Dr. Lux received his doctorate in chemistry from the University of Strasbourg, and completed postdoctoral training at the faculty of pharmacy in Strasbourg, where he developed activatable optical probes for the detection of viral RNA. He then received training in supramolecular chemistry at the Scripps Research Institute in La Jolla, California, and additional postdoctoral research at the University of California - San Diego. He joined the Radiology Research faculty as an Assistant Professor in 2015.

At UT Southwestern, he develops novel nanomedicine platforms to diagnose and treat disease in vivo noninvasively with the long-term objective of developing theranostic agents that can be used in the clinical setting. He serves as the assistant director of the Translational Research in Ultrasound Theranostics (TRUST) lab, under the direction of Dr. Robert Mattrey.

Dr. Madhuranthakam received his doctorate in bioengineering from Mayo Graduate School in Rochester, Minnesota, and then joined the MR research and Development division of GE Healthcare to develop novel imaging techniques to improve the clinical utility of MRI. He joined the Radiology Research faculty as an Assistant Professor in 2011.

At UT Southwester, Dr. Madhuranthakam serves as the MR Research Director, with additional academic appointments in the Advanced Imaging Research Center and the Department of Biomedical Engineering. He also serves as an adjunct faculty member in the Department of Bioengineering at the University of Texas at Dallas.

He holds nine patents (six issued and three filed).
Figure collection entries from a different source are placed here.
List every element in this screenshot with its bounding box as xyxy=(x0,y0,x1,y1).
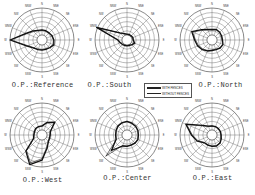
svg-text:NNW: NNW xyxy=(195,4,202,8)
svg-text:WNW: WNW xyxy=(175,24,182,28)
svg-text:E: E xyxy=(78,38,80,42)
legend: WITH FENCES WITHOUT FENCES xyxy=(144,83,192,98)
svg-text:SSW: SSW xyxy=(25,167,31,171)
svg-text:NNE: NNE xyxy=(223,99,229,103)
svg-text:NNW: NNW xyxy=(110,99,117,103)
svg-text:SE: SE xyxy=(66,159,70,163)
chart-title: O.P.:West xyxy=(0,176,85,184)
svg-text:SSE: SSE xyxy=(138,72,143,76)
legend-label: WITH FENCES xyxy=(162,86,183,90)
windrose-east: NNNENEENEEESESESSESSSWSWWSWWWNWNWNNW O.P… xyxy=(170,95,255,192)
svg-text:SSE: SSE xyxy=(53,72,58,76)
svg-text:NNE: NNE xyxy=(138,4,144,8)
legend-item-with-fences: WITH FENCES xyxy=(147,85,183,90)
svg-text:SW: SW xyxy=(14,64,19,68)
svg-text:SW: SW xyxy=(99,159,104,163)
svg-text:WSW: WSW xyxy=(5,147,12,151)
svg-text:ENE: ENE xyxy=(73,24,79,28)
svg-text:SW: SW xyxy=(184,64,189,68)
svg-text:SE: SE xyxy=(236,159,240,163)
thin-line-swatch xyxy=(147,93,161,94)
svg-text:S: S xyxy=(41,75,43,79)
thick-line-swatch xyxy=(147,87,161,89)
svg-text:W: W xyxy=(174,38,177,42)
svg-text:NE: NE xyxy=(236,107,240,111)
svg-text:ESE: ESE xyxy=(158,52,163,56)
svg-text:WSW: WSW xyxy=(90,52,97,56)
svg-text:ESE: ESE xyxy=(243,52,248,56)
svg-text:SSW: SSW xyxy=(195,72,201,76)
svg-text:SSE: SSE xyxy=(223,167,228,171)
svg-text:W: W xyxy=(4,133,7,137)
svg-text:NW: NW xyxy=(99,107,104,111)
svg-text:NW: NW xyxy=(14,107,19,111)
svg-text:NW: NW xyxy=(184,107,189,111)
legend-label: WITHOUT FENCES xyxy=(162,92,189,96)
svg-text:ENE: ENE xyxy=(73,119,79,123)
svg-text:W: W xyxy=(174,133,177,137)
svg-text:ENE: ENE xyxy=(158,24,164,28)
svg-text:N: N xyxy=(41,97,43,101)
svg-text:ENE: ENE xyxy=(243,24,249,28)
svg-text:NNW: NNW xyxy=(195,99,202,103)
svg-text:SE: SE xyxy=(151,159,155,163)
svg-text:W: W xyxy=(89,38,92,42)
svg-text:S: S xyxy=(211,170,213,174)
svg-text:NW: NW xyxy=(14,12,19,16)
svg-text:ESE: ESE xyxy=(243,147,248,151)
svg-text:SSE: SSE xyxy=(223,72,228,76)
legend-item-without-fences: WITHOUT FENCES xyxy=(147,91,189,96)
svg-text:S: S xyxy=(126,75,128,79)
svg-text:S: S xyxy=(211,75,213,79)
svg-text:S: S xyxy=(41,170,43,174)
svg-text:NNW: NNW xyxy=(25,4,32,8)
svg-text:WNW: WNW xyxy=(175,119,182,123)
windrose-west: NNNENEENEEESESESSESSSWSWWSWWWNWNWNNW O.P… xyxy=(0,95,85,192)
svg-text:NW: NW xyxy=(99,12,104,16)
svg-text:SSE: SSE xyxy=(138,167,143,171)
svg-text:WSW: WSW xyxy=(175,52,182,56)
svg-text:NE: NE xyxy=(236,12,240,16)
svg-text:N: N xyxy=(126,2,128,6)
svg-text:N: N xyxy=(211,2,213,6)
svg-text:E: E xyxy=(163,133,165,137)
svg-text:SSW: SSW xyxy=(110,167,116,171)
svg-text:ESE: ESE xyxy=(73,52,78,56)
chart-title: O.P.:Center xyxy=(85,174,170,182)
svg-text:SE: SE xyxy=(66,64,70,68)
svg-text:WNW: WNW xyxy=(5,24,12,28)
svg-text:SE: SE xyxy=(151,64,155,68)
svg-text:E: E xyxy=(163,38,165,42)
svg-text:WNW: WNW xyxy=(5,119,12,123)
svg-text:E: E xyxy=(248,38,250,42)
svg-text:NE: NE xyxy=(151,12,155,16)
svg-text:S: S xyxy=(126,170,128,174)
svg-text:NNE: NNE xyxy=(53,99,59,103)
svg-text:WSW: WSW xyxy=(175,147,182,151)
svg-text:SSE: SSE xyxy=(53,167,58,171)
chart-title: O.P.:East xyxy=(170,174,255,182)
svg-text:NW: NW xyxy=(184,12,189,16)
svg-text:NE: NE xyxy=(151,107,155,111)
svg-text:WSW: WSW xyxy=(5,52,12,56)
svg-text:WSW: WSW xyxy=(90,147,97,151)
svg-text:N: N xyxy=(126,97,128,101)
svg-text:N: N xyxy=(211,97,213,101)
svg-text:SW: SW xyxy=(14,159,19,163)
svg-text:SW: SW xyxy=(99,64,104,68)
svg-text:SSW: SSW xyxy=(195,167,201,171)
svg-text:ESE: ESE xyxy=(158,147,163,151)
svg-text:NE: NE xyxy=(66,107,70,111)
svg-text:NNW: NNW xyxy=(25,99,32,103)
svg-text:NE: NE xyxy=(66,12,70,16)
svg-text:SW: SW xyxy=(184,159,189,163)
svg-text:W: W xyxy=(4,38,7,42)
svg-text:WNW: WNW xyxy=(90,119,97,123)
svg-text:E: E xyxy=(78,133,80,137)
svg-text:ENE: ENE xyxy=(243,119,249,123)
svg-text:ENE: ENE xyxy=(158,119,164,123)
svg-text:E: E xyxy=(248,133,250,137)
svg-text:SE: SE xyxy=(236,64,240,68)
svg-text:NNW: NNW xyxy=(110,4,117,8)
svg-text:ESE: ESE xyxy=(73,147,78,151)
Dr. Madhuranthakam is also conducting a National Institutes of Health/National Cancer Institute-funded study evaluating arterial spin labeling as a quantitative non-contrast perfusion imaging technique for the assessment of cancer therapy response in patients with advanced brain tumors (glioblastoma) or advanced kidney cancer (metastatic renal cell carcinoma). He is investigating this technique as part of the NCI's Quantitative Imaging Network.